Liturgy&Music

XXIIIth Sunday of Ordinary Time

Massimo Palombella

Giovanni Andrea De Magistris, Gesù fra gli Apostoli, affresco sec XVI, Chiesa dei Santi Martino e Giorgio (Caldarola)

In today’s Gospel (Lk 14:25-33) Jesus defines a profound criterion for the true quality of our life.
The true relationship with the Lord, to really follow the Lord, requires the slow maturation of the capacity to find oneself “beyond”. “Beyond” our relationship with our parents, our brothers and sisters, our wife, our husband, our children, “beyond” our very notion of “life”.
To find oneself “beyond” means to make that necessary “separation” that enables us to be free, to distinguish the occasional affection from the true good. Only by moving ‘beyond’ can we see reality and live in reality. Only by staying in the “beyond” do we become capable – not without effort and suffering – of making choices for truth and the true good.
It is an arduous and delicate journey that gradually enables us to distinguish, to separate emotional blackmail from authentic loving, the need to be loved and recognised from the truth of our own selves. A journey that enables us to grasp the truth about our parents, our wife, our husband, our children, ourselves, to lead us to true unity, to the true integration of everything, to know how to love in reality, with the good and the bad, with the qualities and limitations of everyone, to really know how to forgive, starting with ourselves.

The Offertory Antiphon of today’s celebration is taken from Chapter 9 of the Book of Daniel (Dan 9:4, 17. 19) with the following text:
“Oravi Deum meum ego Daniel, dicens:
exaudi, Domine, preces servi tui:
illumina faciem tuam super sanctuarium tuum:
et propitius intende populum istum,
super quem invocatum est nomen tuum, Deus.”

(I prayed to my God, I, Daniel, and I said:
Hearken, O Lord, unto the prayers of your servant,
and cause your face to shine upon your sanctuary;
look with forgiveness upon this nation over whom
your name has been invoked, O God).

The attached music, in Gregorian Chant, is taken from the Graduale Triplex published in Solesmes in 1979.
The performance is by the Schola Antiqua conducted by Juan Carlos Asensio Palacios. The musical track can be found on the CD “Terribilis Est. Liturgia de la Dedicación de la Iglesia y Rito Visigótico de Consagración del Altar” published in 2004 by Pneuma.

A blessed Sunday and heartfelt greetings.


→ **Task goal**
The lines from the beginning of the records below through the one holding "Image resolution: width=1071" are to be copied exactly; leave the pictures out.

# # #

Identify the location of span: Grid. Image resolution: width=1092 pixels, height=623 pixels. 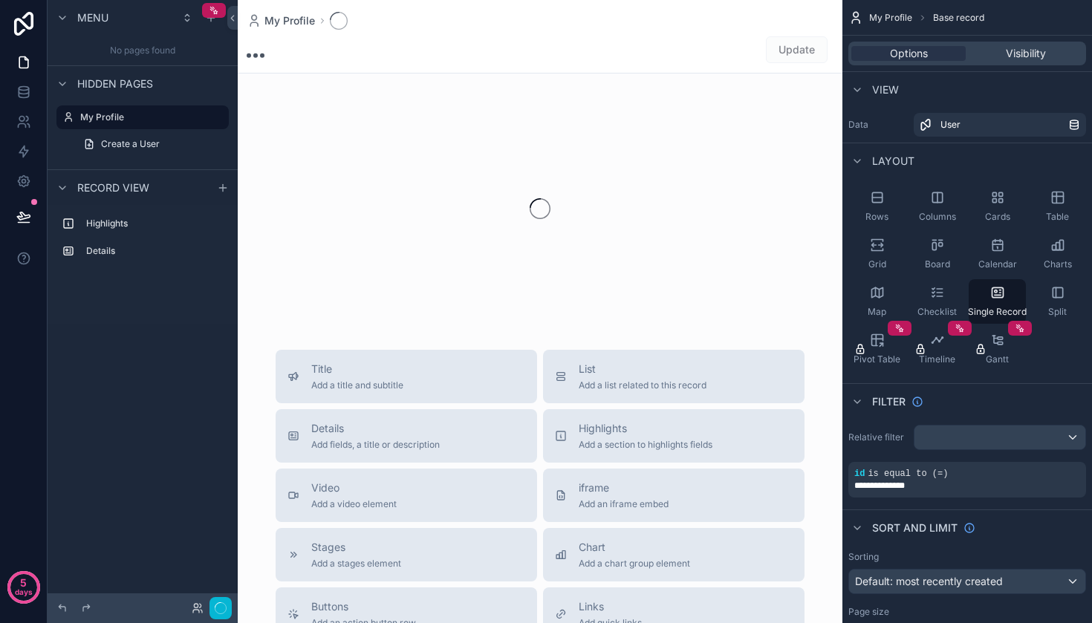
(877, 264).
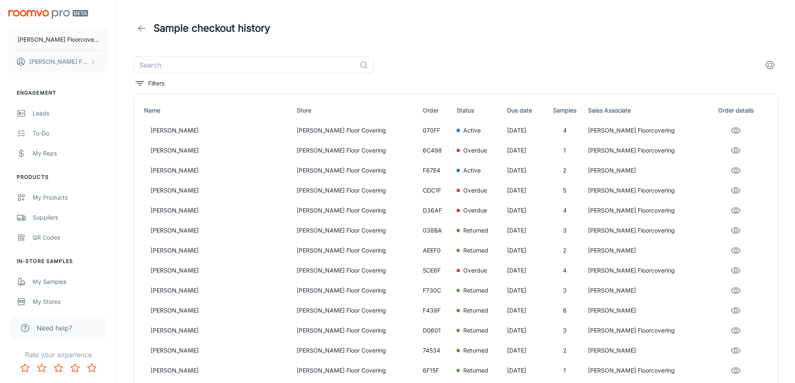  I want to click on button: Rate 1 star, so click(25, 368).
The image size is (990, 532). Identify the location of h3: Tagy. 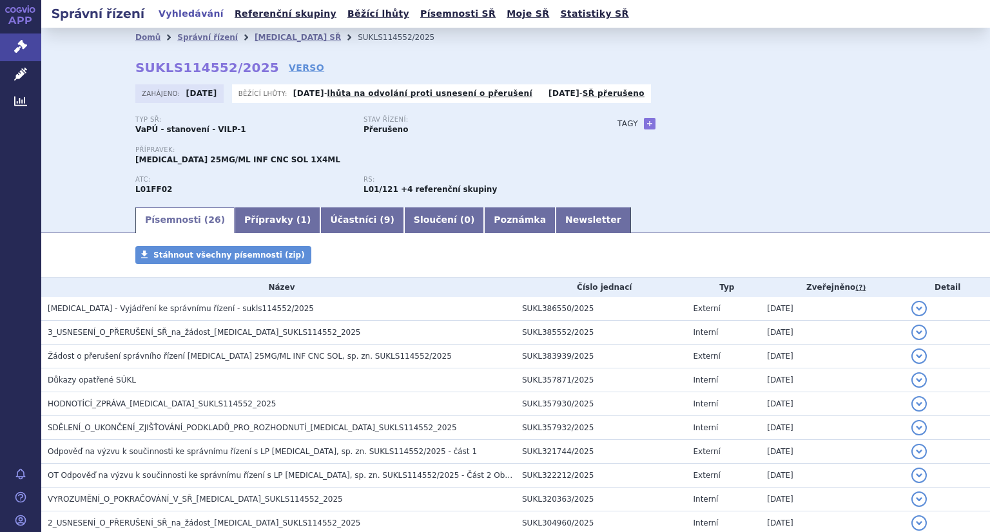
(627, 124).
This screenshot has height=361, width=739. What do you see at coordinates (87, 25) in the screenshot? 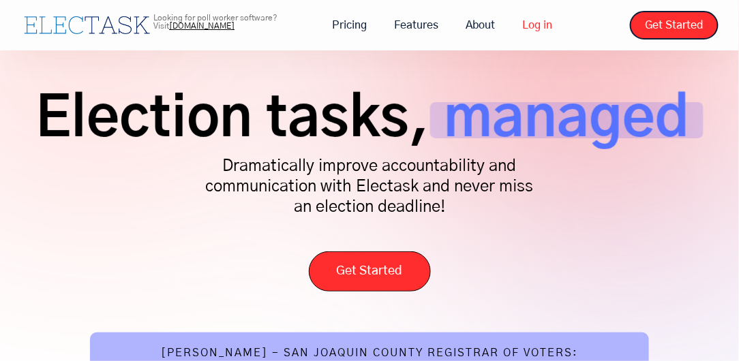
I see `a: home` at bounding box center [87, 25].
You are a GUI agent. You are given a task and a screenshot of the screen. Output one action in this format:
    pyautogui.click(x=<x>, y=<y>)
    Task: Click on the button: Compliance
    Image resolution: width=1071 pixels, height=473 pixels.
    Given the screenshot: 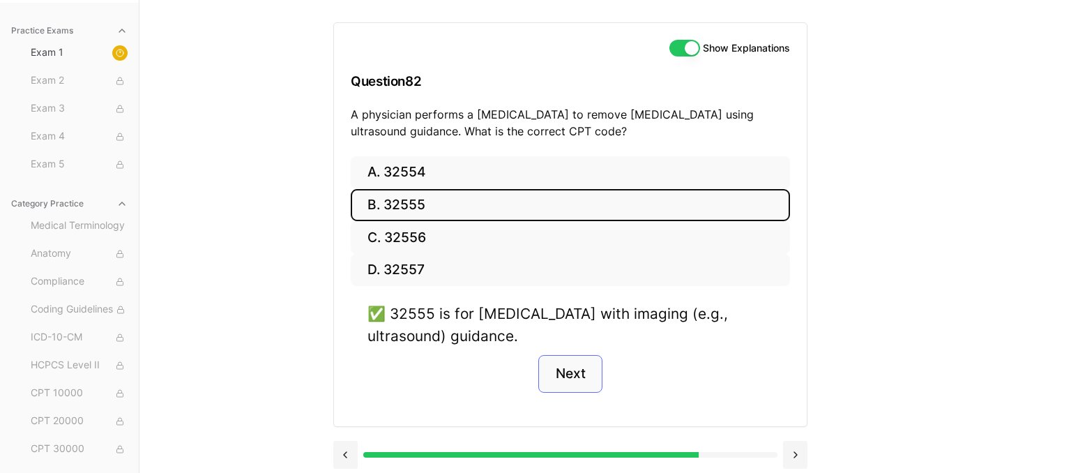 What is the action you would take?
    pyautogui.click(x=79, y=282)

# # #

→ **Reply**
Identify the location of span: Grid. Image resolution: width=1092 pixels, height=623 pixels. 
(877, 264).
  I want to click on button: Rate 1 star, so click(25, 368).
The image size is (990, 532). Identify the location of h3: Tagy. 
(627, 124).
This screenshot has height=361, width=739. What do you see at coordinates (87, 25) in the screenshot? 
I see `a: home` at bounding box center [87, 25].
You are a GUI agent. You are given a task and a screenshot of the screen. Output one action in this format:
    pyautogui.click(x=<x>, y=<y>)
    Task: Click on the button: Compliance
    Image resolution: width=1071 pixels, height=473 pixels.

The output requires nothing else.